> [GIVEN DATA]
◆ ◆ ◆ ◆
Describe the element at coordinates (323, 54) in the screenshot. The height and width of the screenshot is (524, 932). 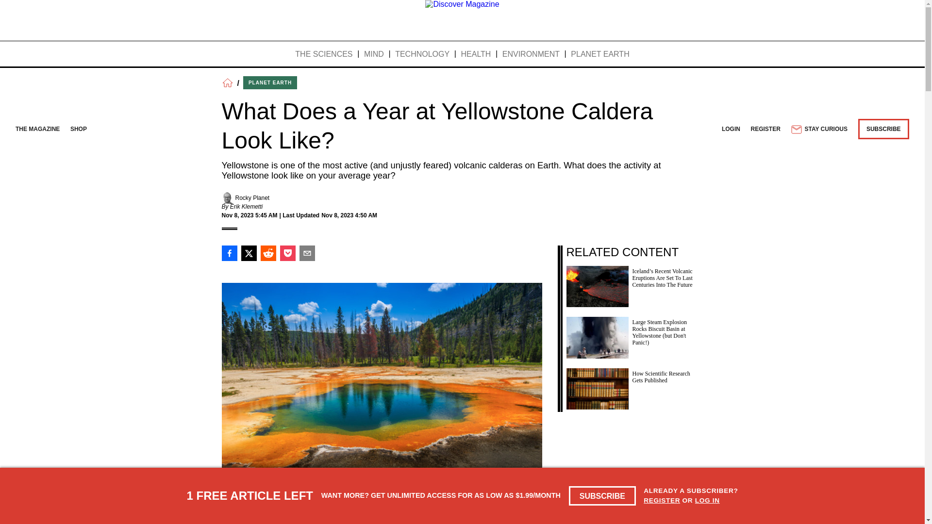
I see `THE SCIENCES` at that location.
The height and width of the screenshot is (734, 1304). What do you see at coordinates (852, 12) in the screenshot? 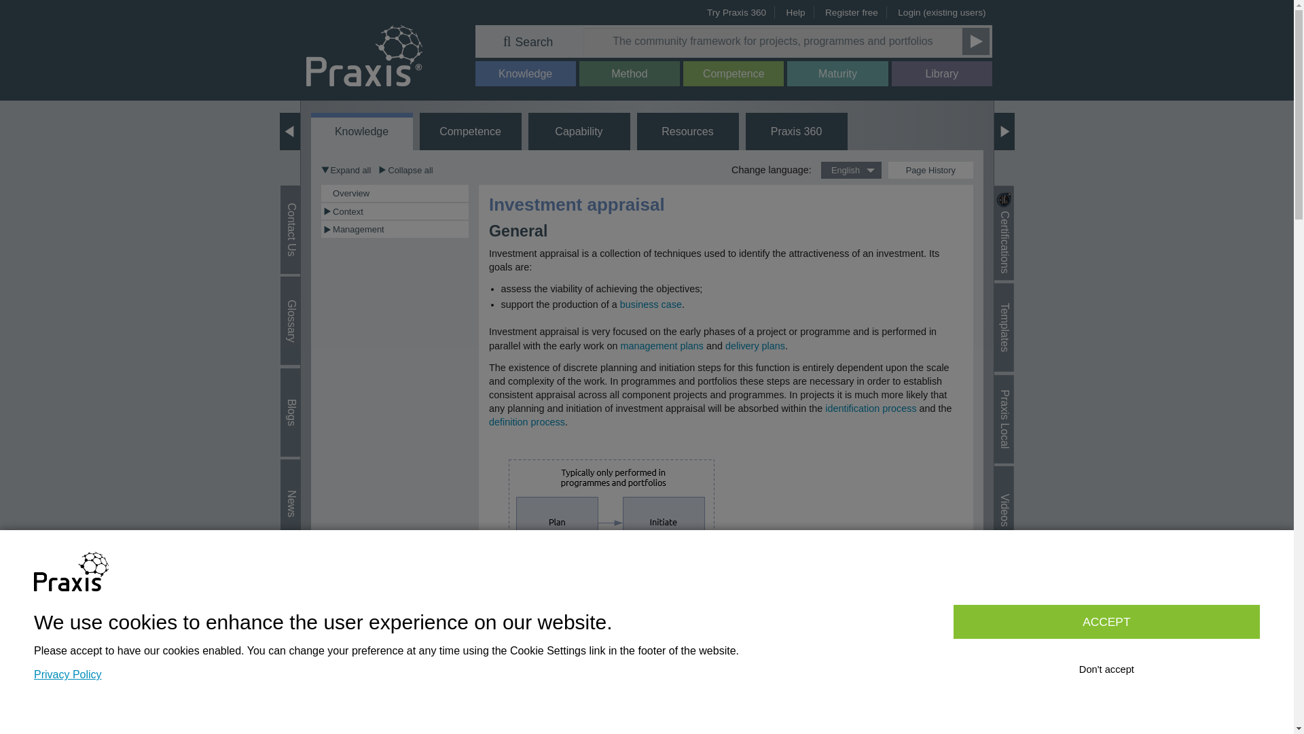
I see `Register free` at bounding box center [852, 12].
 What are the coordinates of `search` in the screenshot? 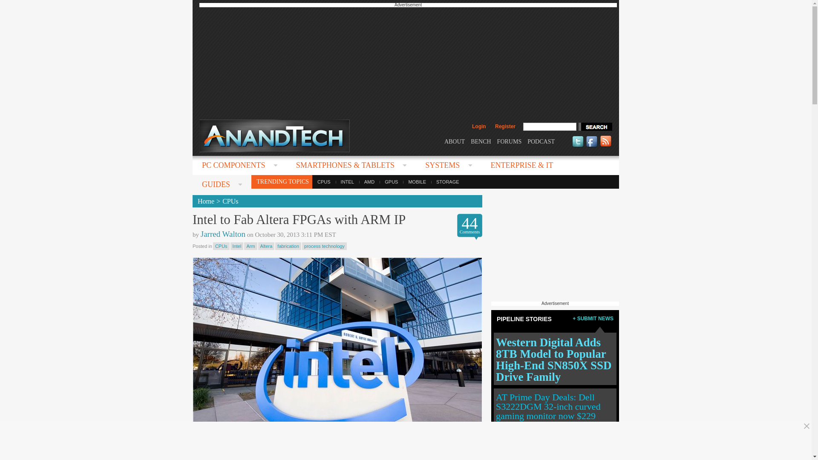 It's located at (594, 126).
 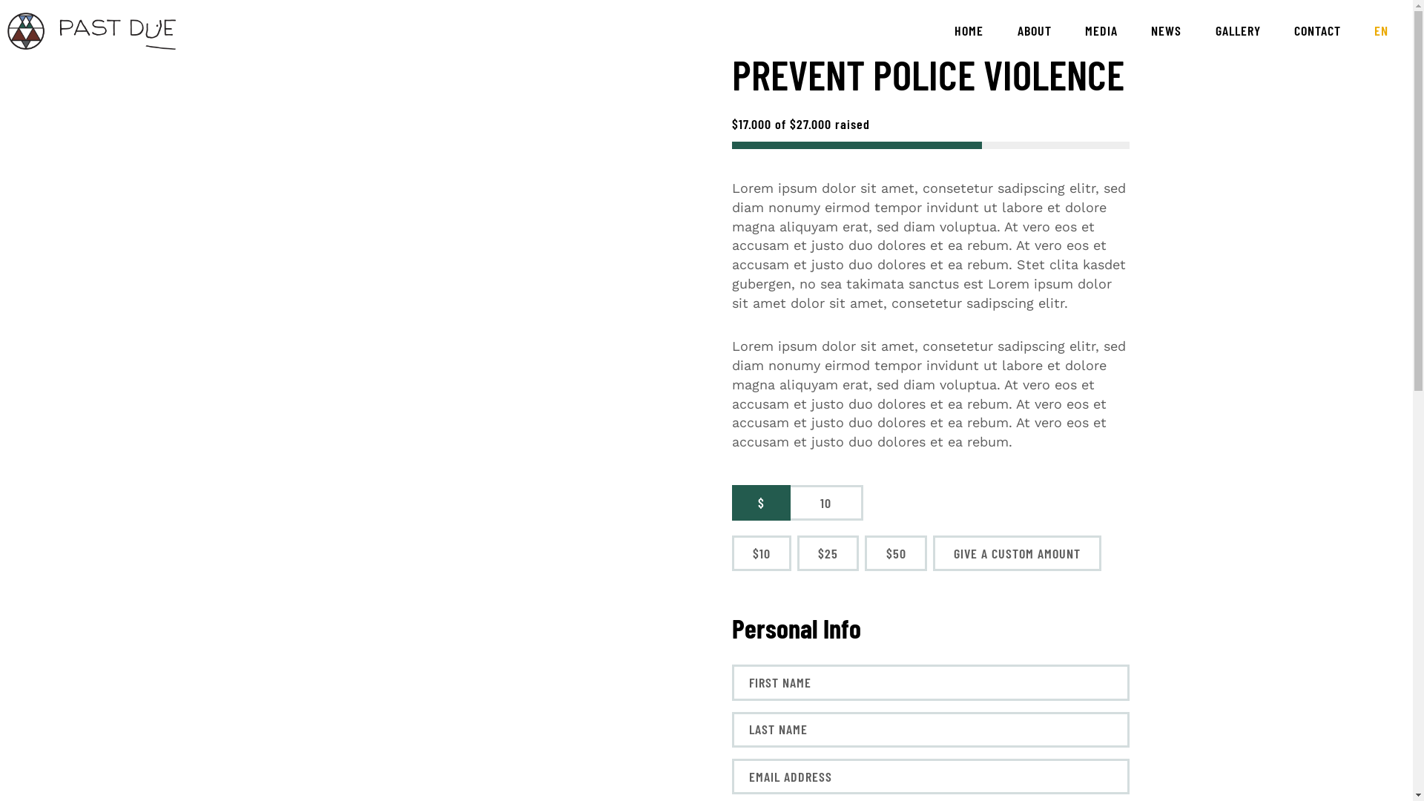 What do you see at coordinates (1238, 31) in the screenshot?
I see `GALLERY` at bounding box center [1238, 31].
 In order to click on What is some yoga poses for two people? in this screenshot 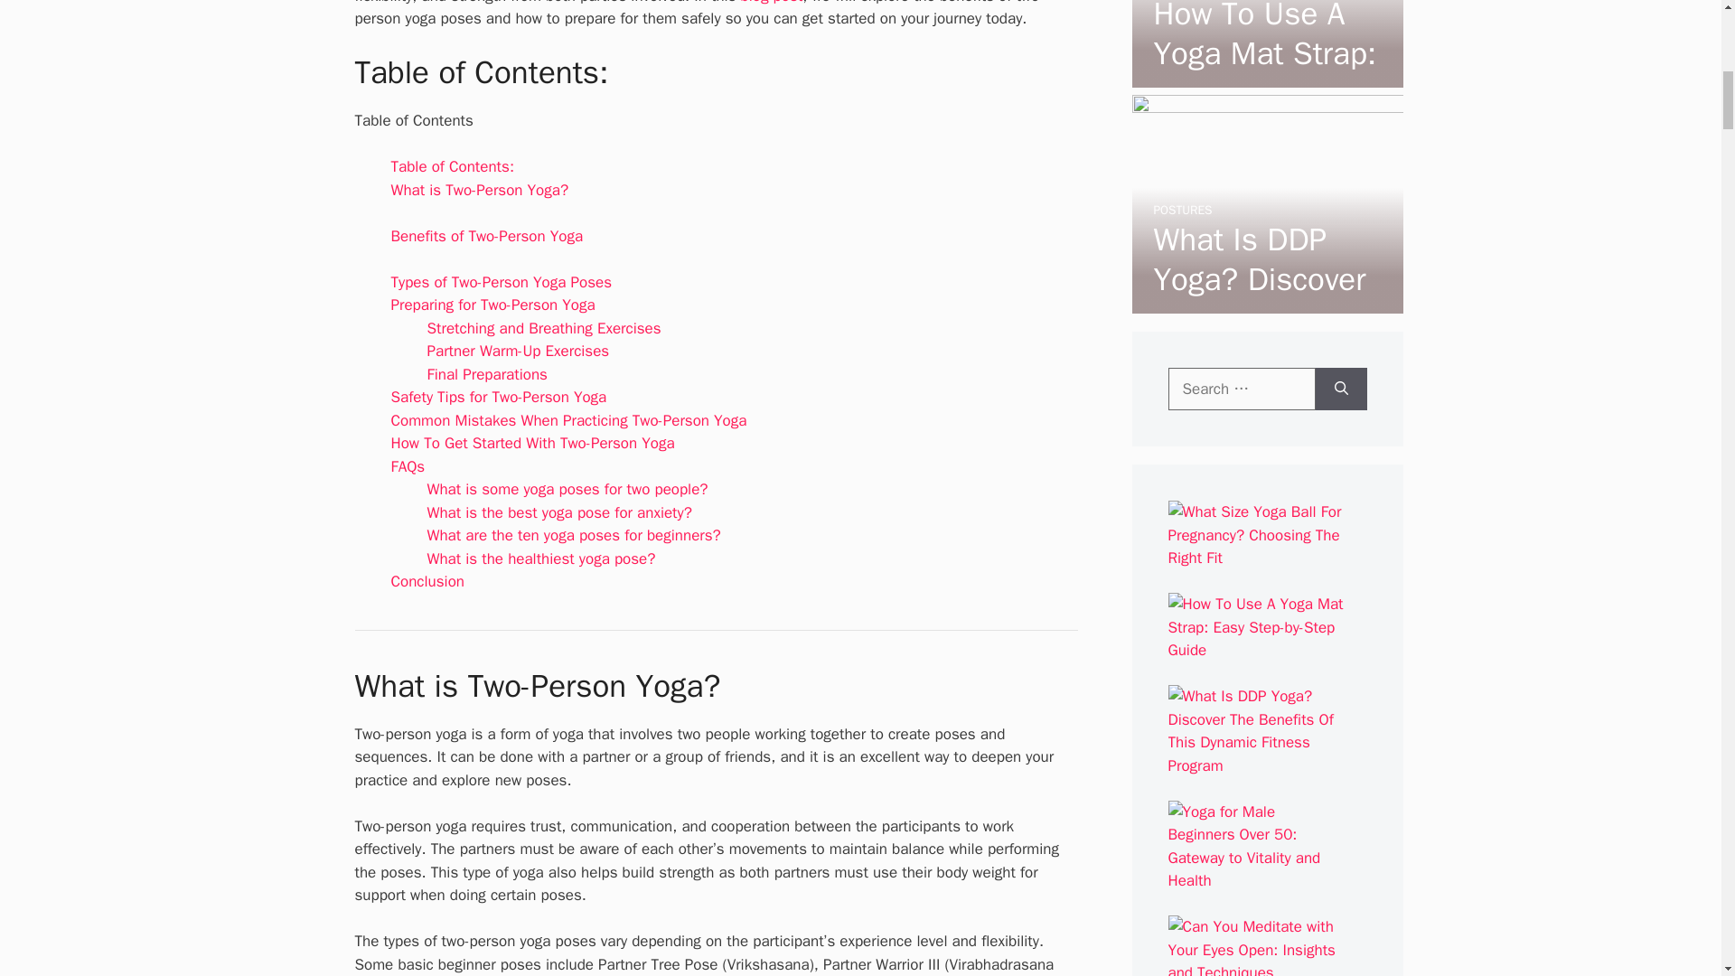, I will do `click(568, 489)`.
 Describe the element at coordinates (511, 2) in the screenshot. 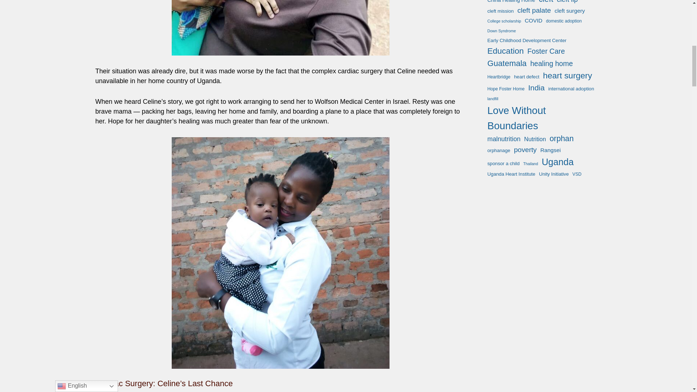

I see `China Healing Home` at that location.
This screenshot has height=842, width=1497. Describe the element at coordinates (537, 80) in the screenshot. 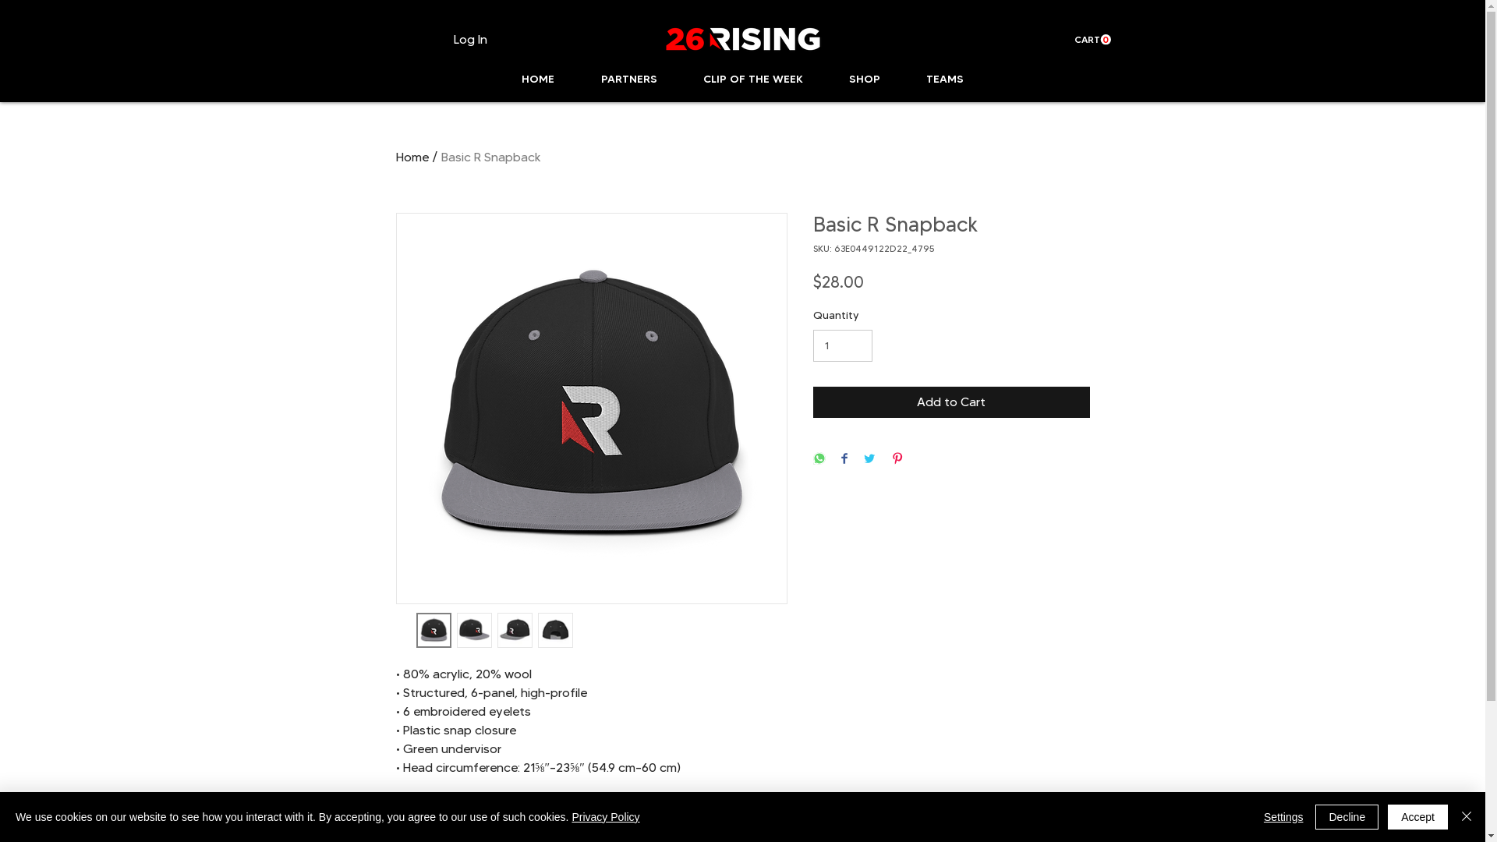

I see `HOME` at that location.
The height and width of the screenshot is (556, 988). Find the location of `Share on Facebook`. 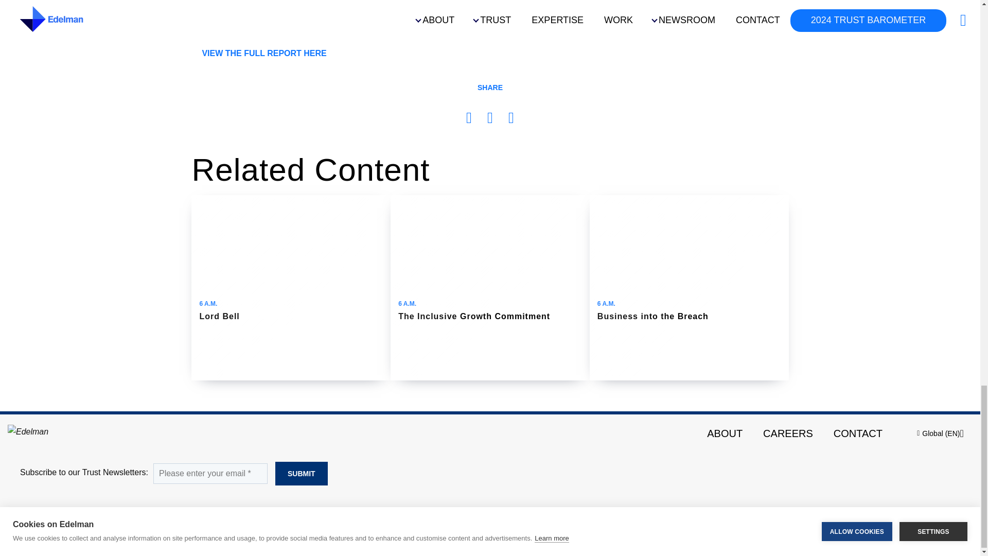

Share on Facebook is located at coordinates (470, 119).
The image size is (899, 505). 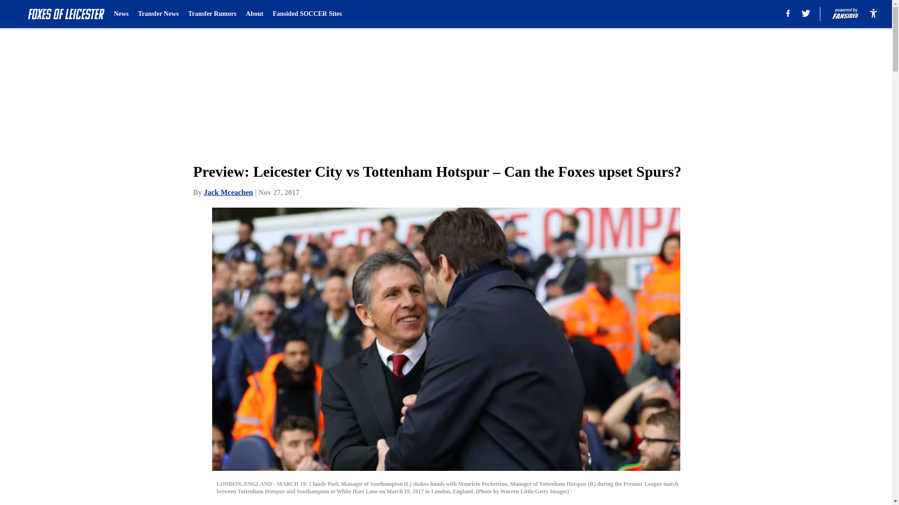 What do you see at coordinates (307, 14) in the screenshot?
I see `Fansided SOCCER Sites` at bounding box center [307, 14].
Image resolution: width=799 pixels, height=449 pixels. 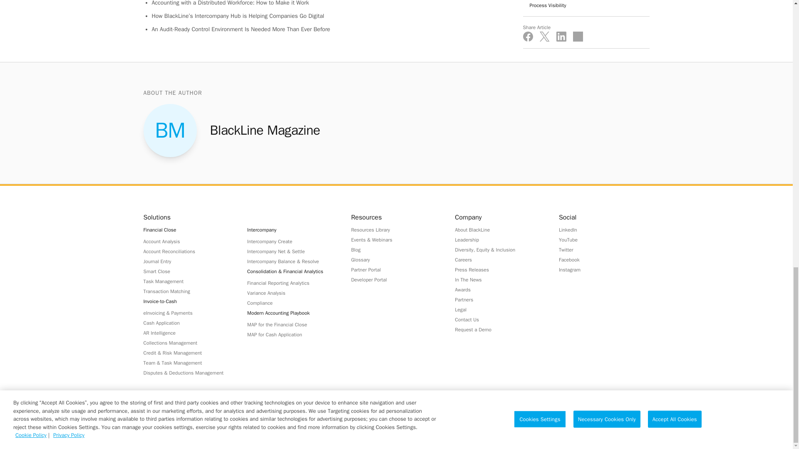 I want to click on Journal Entry, so click(x=188, y=261).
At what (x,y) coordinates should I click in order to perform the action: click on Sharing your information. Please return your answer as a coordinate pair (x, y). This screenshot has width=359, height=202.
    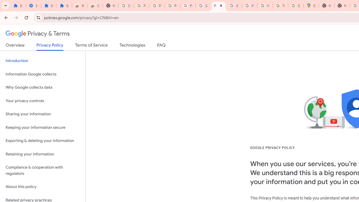
    Looking at the image, I should click on (43, 114).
◆ ◆ ◆ ◆
> [BRIEF]
Starting from the line containing "At what (x,y)", repeat each line exactly through the end of the entries, including the last, while leaving pictures out.

> [THE ANSWER]
At what (x,y) coordinates should I click in order to perform the action: click on Sharing your information. Please return your answer as a coordinate pair (x, y). This screenshot has width=359, height=202.
    Looking at the image, I should click on (43, 114).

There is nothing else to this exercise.